When a relevant event occurs — a new chat message, a task status change, a widget moved on the project board — the controller emits a socket event to the project’s room. All connected clients in that project receive the update and refresh their UI without a page reload.
Socket events used:
chat:message— new chat messagetask:update— task created, updated, or deletedwidget:update— widget added, moved, or removednotification— new notification for a specific user
Authentication flow
User authentication uses the OAuth 2.0 Authorization Code flow with Microsoft as the identity provider, implemented via Passport.js.
sequenceDiagram
participant User
participant GCMS
participant Microsoft
User->>GCMS: Click "Sign in with Microsoft"

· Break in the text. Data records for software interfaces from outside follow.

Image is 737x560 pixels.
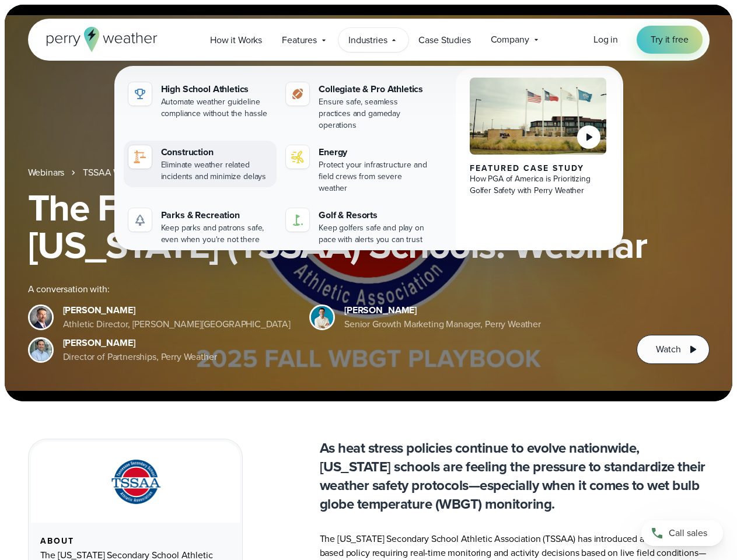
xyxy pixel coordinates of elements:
[161,208,272,222] div: Parks & Recreation
[63,303,291,317] div: [PERSON_NAME]
[319,222,430,246] div: Keep golfers safe and play on pace with alerts you can trust
[593,32,618,46] span: Log in
[469,164,607,174] div: Featured Case Study
[636,26,702,53] a: Try it free
[281,78,434,136] a: Collegiate & Pro Athletics Ensure safe, seamless practices and gameday operations
[345,317,541,332] div: Senior Growth Marketing Manager, Perry Weather
[593,32,618,47] a: Log in
[282,33,317,47] span: Features
[311,306,333,328] img: Spencer Patton, Perry Weather
[409,28,480,52] a: Case Studies
[97,456,174,509] img: TSSAA-Tennessee-Secondary-School-Athletic-Association.svg
[28,189,709,263] h1: The Fall WBGT Playbook for [US_STATE] (TSSAA) Schools: Webinar
[28,166,65,180] a: Webinars
[290,87,305,101] img: proathletics-icon@2x-1.svg
[319,97,430,131] div: Ensure safe, seamless practices and gameday operations
[41,537,230,546] div: About
[641,520,723,546] a: Call sales
[490,32,529,47] span: Company
[133,87,147,101] img: highschool-icon.svg
[63,350,217,364] div: Director of Partnerships, Perry Weather
[124,203,277,251] a: Parks & Recreation Keep parks and patrons safe, even when you're not there
[83,166,194,180] a: TSSAA WBGT Fall Playbook
[418,33,470,47] span: Case Studies
[161,222,272,246] div: Keep parks and patrons safe, even when you're not there
[30,339,52,361] img: Jeff Wood
[319,82,430,97] div: Collegiate & Pro Athletics
[124,141,277,187] a: construction perry weather Construction Eliminate weather related incidents and minimize delays
[30,306,52,328] img: Brian Wyatt
[161,97,272,120] div: Automate weather guideline compliance without the hassle
[290,150,305,164] img: energy-icon@2x-1.svg
[319,208,430,222] div: Golf & Resorts
[161,82,272,97] div: High School Athletics
[210,33,262,47] span: How it Works
[636,335,709,364] button: Watch
[469,78,607,155] img: PGA of America, Frisco Campus
[133,150,147,164] img: construction perry weather
[28,166,709,180] nav: Breadcrumb
[133,213,147,227] img: parks-icon-grey.svg
[281,141,434,199] a: Energy Protect your infrastructure and field crews from severe weather
[200,28,272,52] a: How it Works
[161,145,272,159] div: Construction
[669,526,707,540] span: Call sales
[63,317,291,332] div: Athletic Director, [PERSON_NAME][GEOGRAPHIC_DATA]
[349,33,387,47] span: Industries
[469,174,607,197] div: How PGA of America is Prioritizing Golfer Safety with Perry Weather
[281,203,434,251] a: Golf & Resorts Keep golfers safe and play on pace with alerts you can trust
[319,159,430,195] div: Protect your infrastructure and field crews from severe weather
[319,145,430,159] div: Energy
[656,342,680,357] span: Watch
[345,303,541,317] div: [PERSON_NAME]
[161,159,272,182] div: Eliminate weather related incidents and minimize delays
[651,32,688,47] span: Try it free
[456,68,621,259] a: PGA of America, Frisco Campus Featured Case Study How PGA of America is Prioritizing Golfer Safet...
[28,282,618,297] div: A conversation with:
[290,213,305,227] img: golf-iconV2.svg
[320,438,709,513] p: As heat stress policies continue to evolve nationwide, [US_STATE] schools are feeling the pressur...
[63,336,217,350] div: [PERSON_NAME]
[124,78,277,124] a: High School Athletics Automate weather guideline compliance without the hassle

GCMS->>Microsoft: Redirect to /authorize
User->>Microsoft: Enter credentials
Microsoft->>GCMS: Redirect to /api/auth/callback with code
GCMS->>Microsoft: Exchange code for access token
Microsoft->>GCMS: Access token + refresh token
GCMS->>GCMS: Create or update user record
GCMS->>User: Redirect to dashboard with session cookie
The access token is stored in the session and used for subsequent Microsoft Graph API calls (e.g. creating calendar events). The refresh token is used to obtain a new access token when the current one expires.
External integrations
GCMS integrates with four external services. See External Integrations for full details.
Microsoft Graph API — authentication and calendar sync
Google Gemini — AI assistant
Supabase — database and file storage
Mailtrap — email notifications
Testing
GCMS has a dedicated automated test suite with both unit and integration coverage. See Testing for the full testing strategy, how to run tests, and conventions for writing new ones.